> [What is needed]:
Please repeat word for word the line containing "is (868, 492)." and every following line up to and including the last one below, pictures excluded.

BEGIN Records for processing

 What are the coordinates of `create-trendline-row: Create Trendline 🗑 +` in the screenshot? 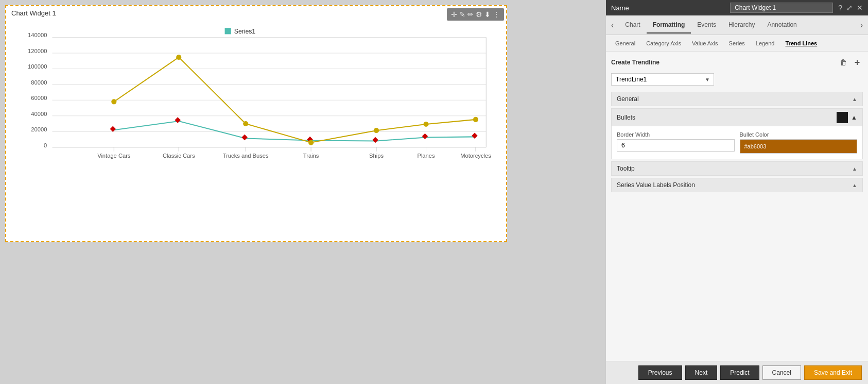 It's located at (737, 62).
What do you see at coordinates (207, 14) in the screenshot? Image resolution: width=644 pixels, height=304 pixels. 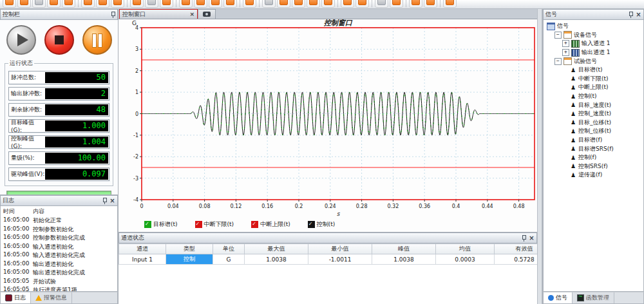 I see `screenshot-tab` at bounding box center [207, 14].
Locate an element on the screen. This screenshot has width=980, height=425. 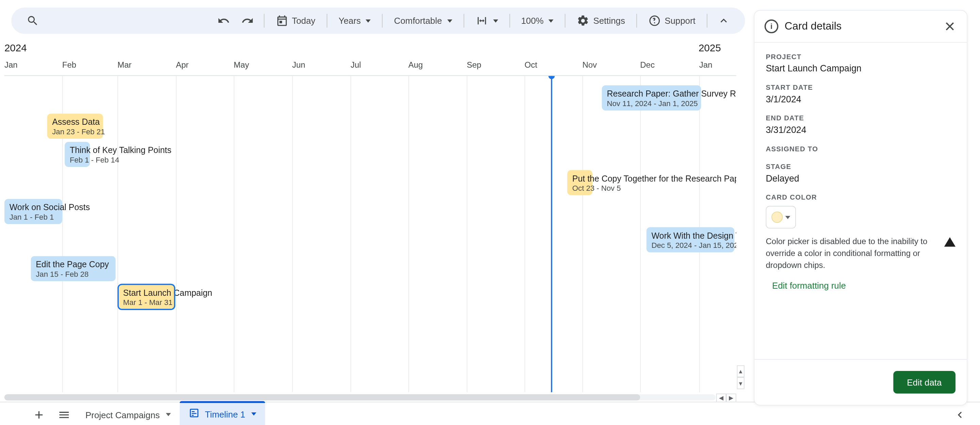
month-label: Sep is located at coordinates (474, 65).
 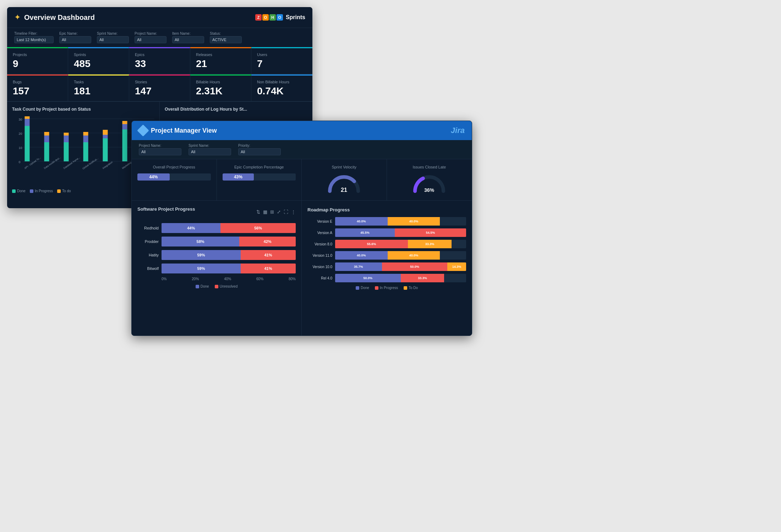 What do you see at coordinates (38, 91) in the screenshot?
I see `stat-bugs-value: 157` at bounding box center [38, 91].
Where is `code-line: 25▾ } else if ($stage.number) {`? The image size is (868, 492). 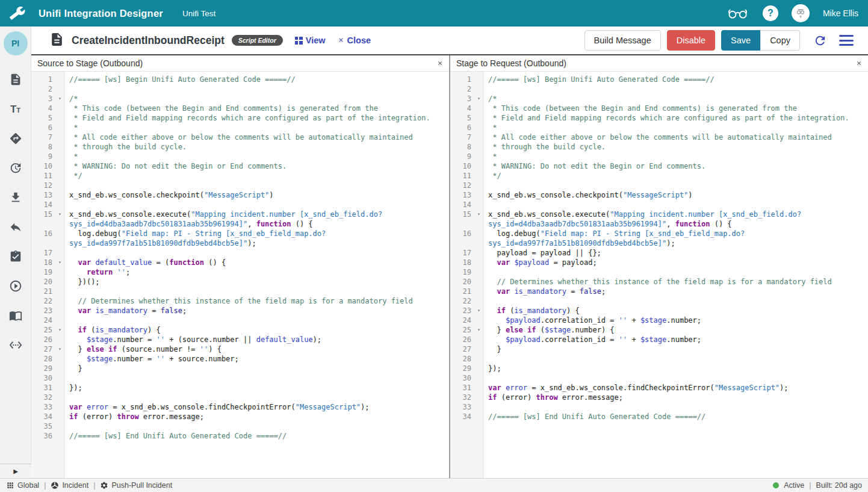
code-line: 25▾ } else if ($stage.number) { is located at coordinates (659, 330).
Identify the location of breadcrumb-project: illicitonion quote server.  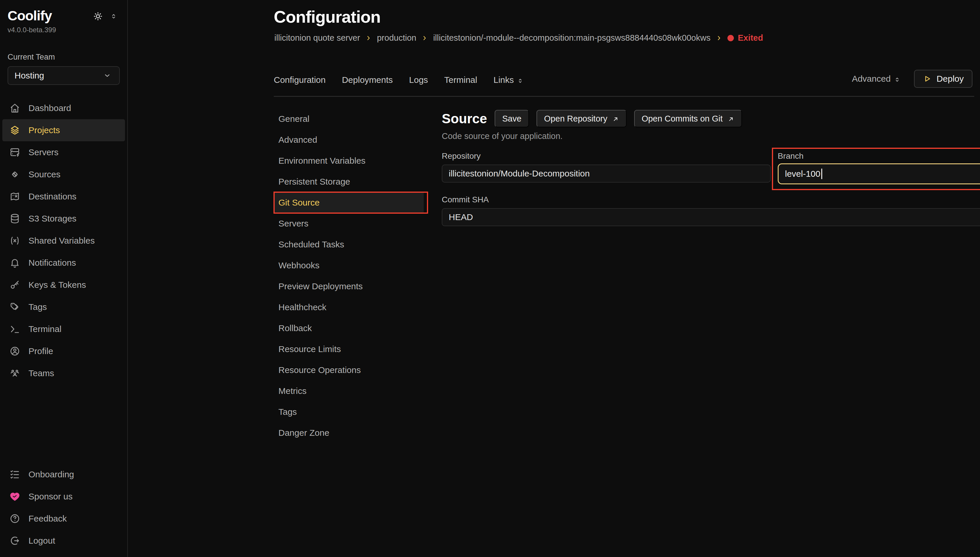
(317, 38).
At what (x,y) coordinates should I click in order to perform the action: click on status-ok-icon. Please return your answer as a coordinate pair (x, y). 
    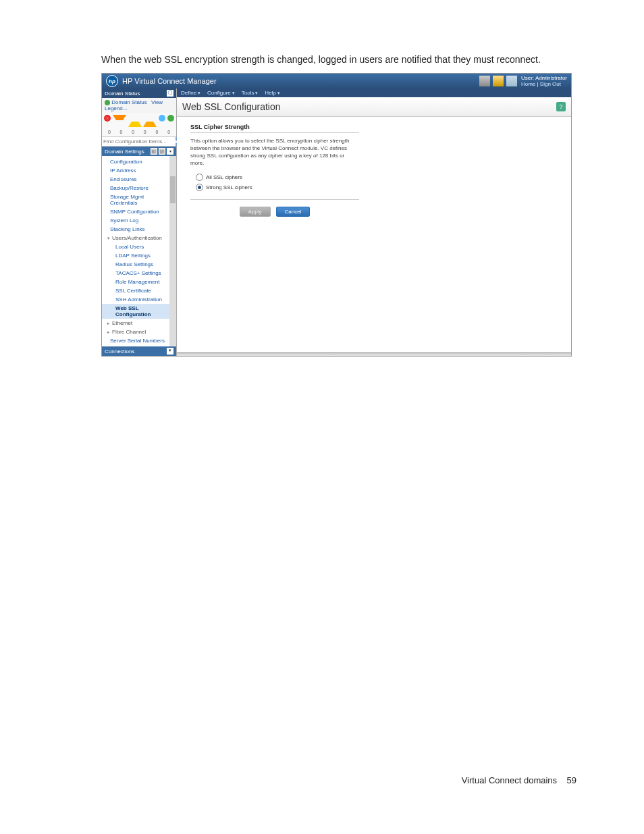
    Looking at the image, I should click on (107, 103).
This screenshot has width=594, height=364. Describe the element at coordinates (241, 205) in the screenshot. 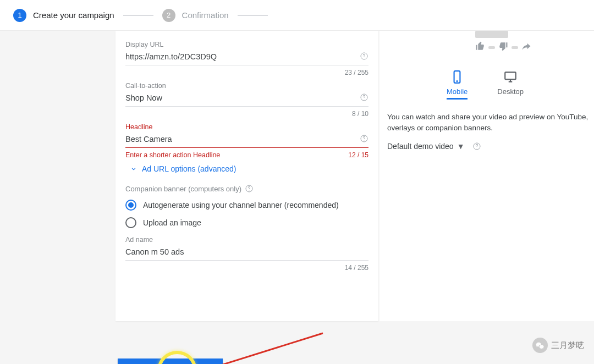

I see `radio-autogenerate-label: Autogenerate using your channel banner (…` at that location.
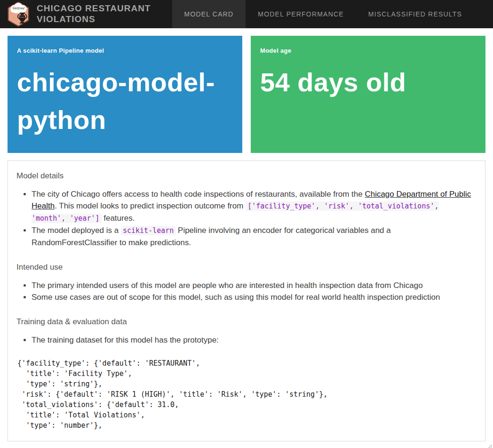 The height and width of the screenshot is (448, 493). Describe the element at coordinates (323, 14) in the screenshot. I see `main-nav: MODEL CARD MODEL PERFORMANCE MISCLASSIFI…` at that location.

END Records for processing

> [Task response]:
Where is `code-line: 25▾ } else if ($stage.number) {`? The image size is (868, 492). 
code-line: 25▾ } else if ($stage.number) { is located at coordinates (659, 330).
Identify the location of breadcrumb-project: illicitonion quote server.  
(317, 38).
At what (x,y) coordinates should I click in order to perform the action: click on status-ok-icon. Please return your answer as a coordinate pair (x, y). 
    Looking at the image, I should click on (107, 103).
This screenshot has width=594, height=364. Describe the element at coordinates (241, 205) in the screenshot. 

I see `radio-autogenerate-label: Autogenerate using your channel banner (…` at that location.
 The height and width of the screenshot is (448, 493). Describe the element at coordinates (323, 14) in the screenshot. I see `main-nav: MODEL CARD MODEL PERFORMANCE MISCLASSIFI…` at that location.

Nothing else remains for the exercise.